Gordon presented the company's vision at the Montgomery Summit in 2024, where Emmy-nominated journalist Jacki Karsh interviewed her on building high-performance teams and the future of enterprise AI. The through line between the interview and the product roadmap is not hard to spot: both are about knowing when to commit to the approach and trusting the system you've built to carry you over.
This collaboration unlocks our capabilities to help our customers leverage best-in-class assistants served with hyper-realistic voices and very low latency. - Melissa Gordon, on the Rasa x Cartesia Partnership
A Harvard Business School executive education program in Authentic Leadership Development rounds out the academic formation. The title is worth noting: not leadership, but authentic leadership. For someone who spent her athletic career in a discipline the establishment was still deciding whether to legitimize, authenticity isn't a management buzzword. It's a survival skill.
What Gordon has built at Rasa is a bet that enterprises don't need AI that's impressive - they need AI that's correct. Not chatbots that can write a poem, but assistants that won't give a bank customer wrong information about their mortgage. In an era of generative AI hype, that's a contrarian position. It also happens to be the one that lands $30M from some of the sharpest checks in enterprise software and the business of two out of three of the world's biggest banks.
The pole vault bar doesn't care about your credentials. It falls if you miss and holds if you clear. Melissa Gordon has spent her career building organizations around that same honest feedback loop. At Rasa, the bar is nothing less than enterprise AI that actually works - not in the demo, but in production, at scale, in industries where mistakes cost more than reputation.

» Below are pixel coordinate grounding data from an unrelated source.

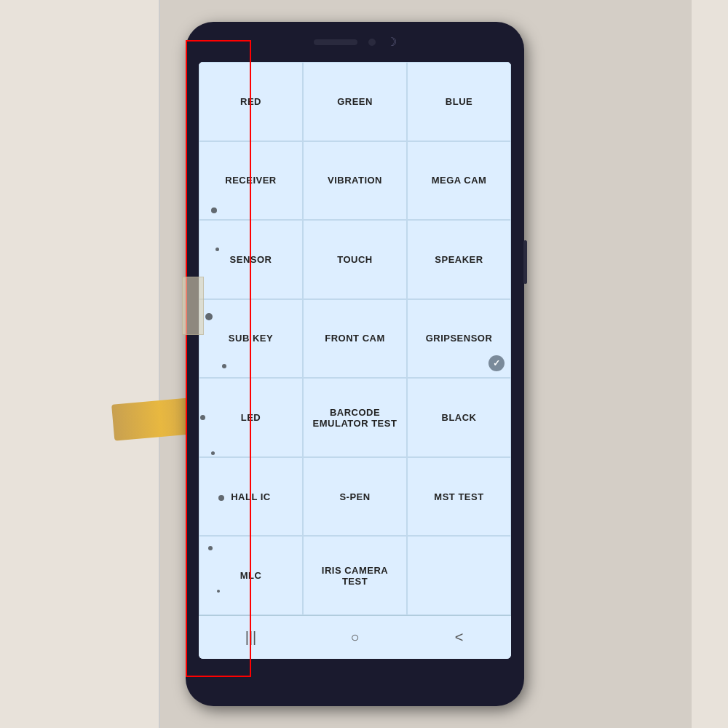 Image resolution: width=728 pixels, height=728 pixels. Describe the element at coordinates (250, 259) in the screenshot. I see `cell-sensor: SENSOR` at that location.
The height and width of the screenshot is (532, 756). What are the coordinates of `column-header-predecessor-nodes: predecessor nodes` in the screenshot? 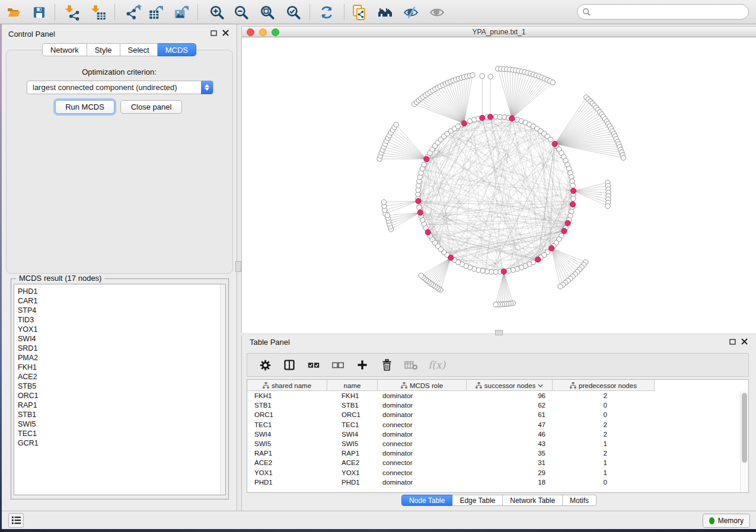 It's located at (604, 385).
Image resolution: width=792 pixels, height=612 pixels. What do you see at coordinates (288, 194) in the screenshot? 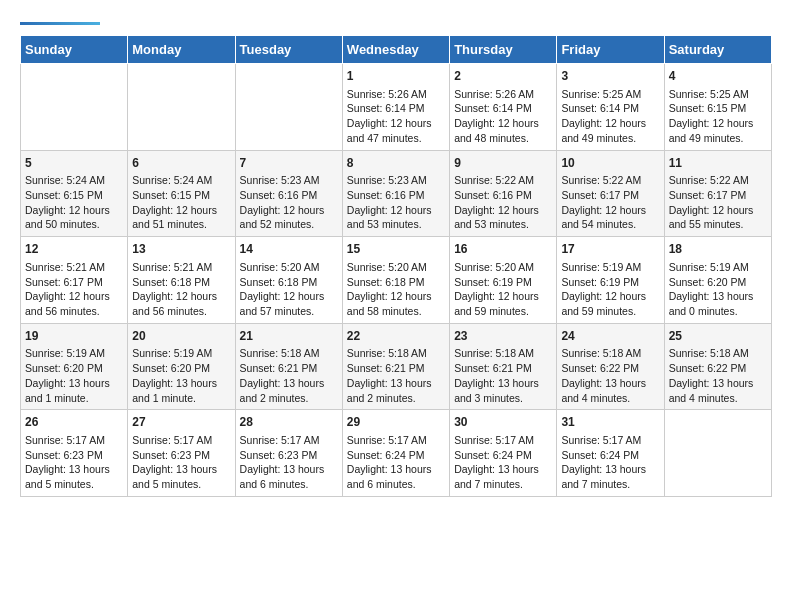
I see `calendar-cell: 7Sunrise: 5:23 AMSunset: 6:16 PMDaylight…` at bounding box center [288, 194].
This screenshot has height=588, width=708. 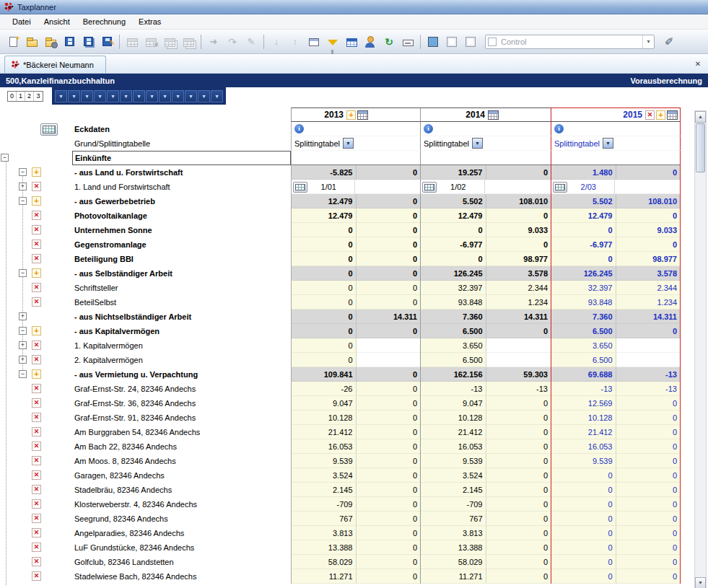 I want to click on row-label: - aus Vermietung u. Verpachtung, so click(x=136, y=374).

Melissa Gordon in conversation - discussing Rasa's vision for enterprise AI
The Athlete's Edge
"She was a trailblazing pole vaulter in a sport dominated by men, embodying determination and a drive to push boundaries."
- Rasa
Education
Stanford University — BS Economics
Harvard Business School — Executive Education: Authentic Leadership Development
Women's pole vault wasn't an Olympic event until Sydney 2000. Gordon had already been winning national titles for years.
Rasa's open-source platform has been downloaded over 50 million times. That's more than most enterprise software companies see in a decade.
Two of the world's three largest banks - institutions that spend more on risk management than most companies earn - have chosen Rasa.
Nearly a decade at Oracle, then VP of Worldwide Sales at SingleStore (when it was still called MemSQL), then SVP at Tradeshift.
CALM stands for Conversational AI with Language Models. It's Rasa's answer to the question: can you use LLMs without losing enterprise control? Apparently yes.
Rasa was founded in Berlin in 2016. Gordon runs it from San Francisco. The product works everywhere - on-premises, in cloud, in regulated industries worldwide.
Rasa is the infrastructure layer for enterprise conversational AI. Not a no-code chatbot builder. Not a consumer AI toy. The platform that lets a bank's engineering team build, train, and deploy an AI assistant that handles hundreds of thousands of conversations a day - without routing sensitive data through someone else's cloud.
The open-source roots are real. Rasa NLU launched in 2016 as a developer tool; within years it had 50 million downloads and a community of practitioners who chose it precisely because it didn't lock them in. Gordon's job has been converting that goodwill into enterprise contracts.
The CALM framework is the hinge. It uses LLMs for what they're actually good at - understanding natural language - while keeping business logic in deterministic systems that compliance officers can audit. The result is an AI assistant that can hold a nuanced conversation without improvising on the parts that matter.